▸ **Your goal**: The printed result should hold only the lines from the opening of the data through the line bearing "You are a GUI", exactly as given and without pictures.

(Task material begins)

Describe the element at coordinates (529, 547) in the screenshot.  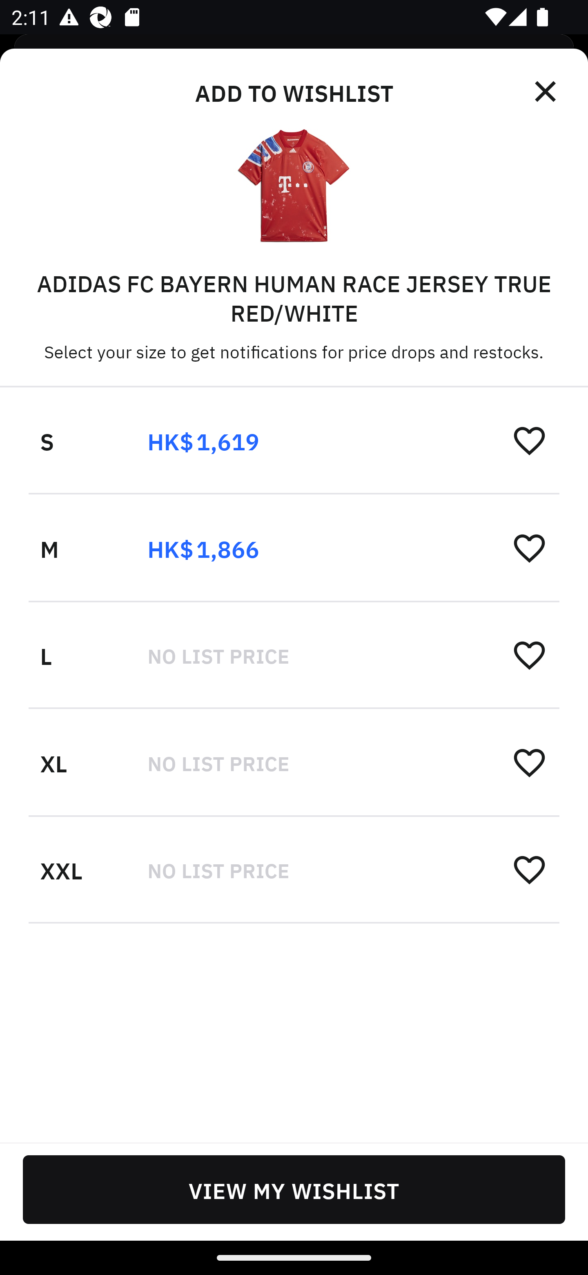
I see `󰋕` at that location.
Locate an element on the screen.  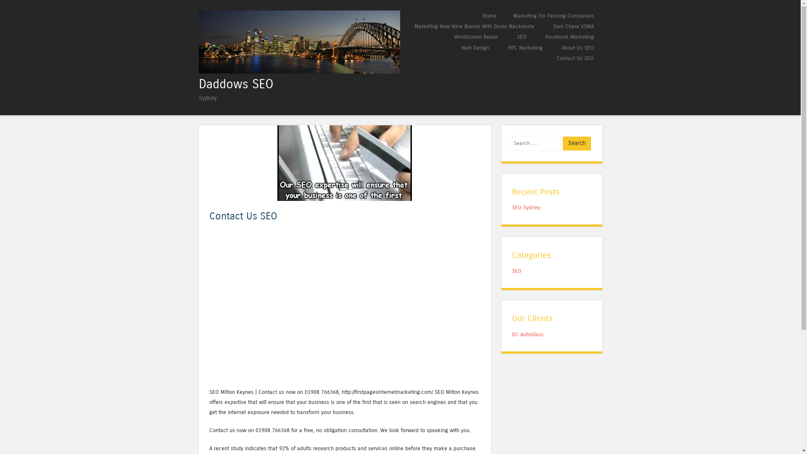
Windscreen Repair is located at coordinates (476, 37).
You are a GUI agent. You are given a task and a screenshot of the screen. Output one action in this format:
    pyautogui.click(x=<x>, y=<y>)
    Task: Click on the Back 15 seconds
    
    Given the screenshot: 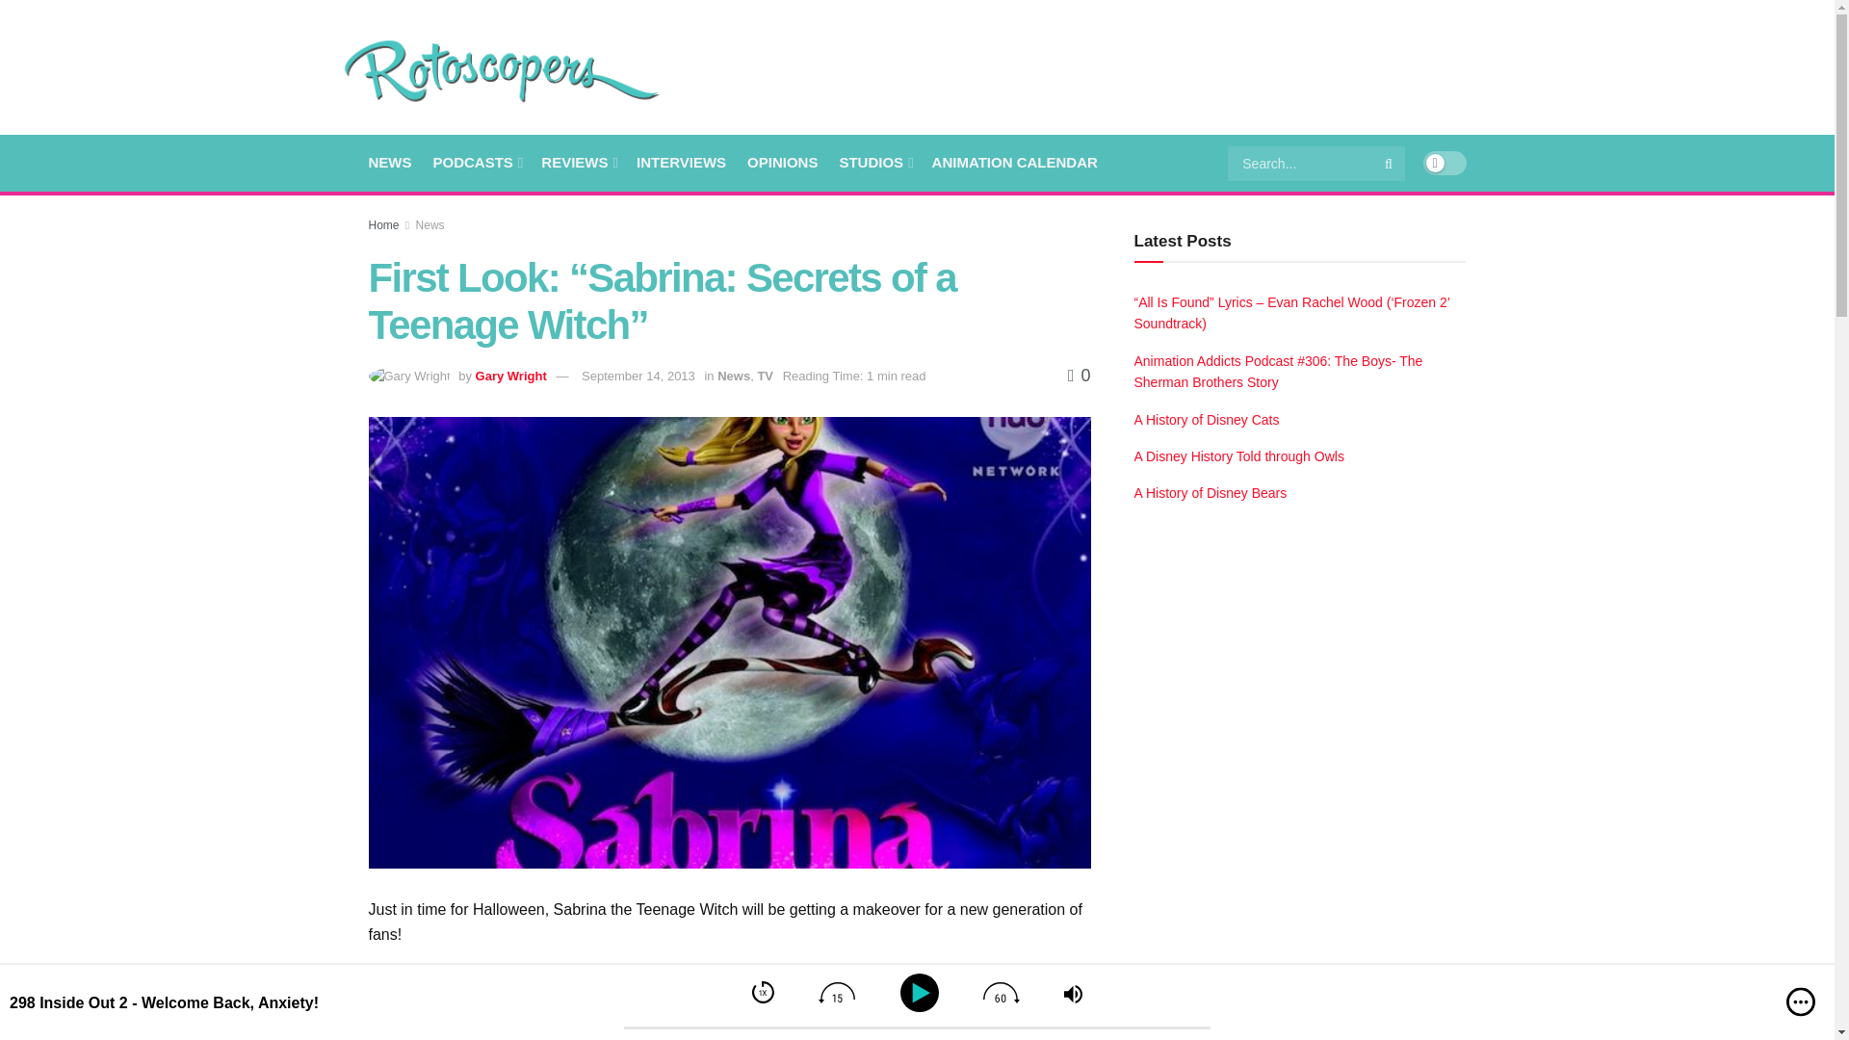 What is the action you would take?
    pyautogui.click(x=836, y=992)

(Task material ends)

▸ **Exercise solution**:
Describe the element at coordinates (529, 547) in the screenshot.  
I see `󰋕` at that location.
Locate an element on the screen.  
Windscreen Repair is located at coordinates (476, 37).
You are a GUI agent. You are given a task and a screenshot of the screen. Output one action in this format:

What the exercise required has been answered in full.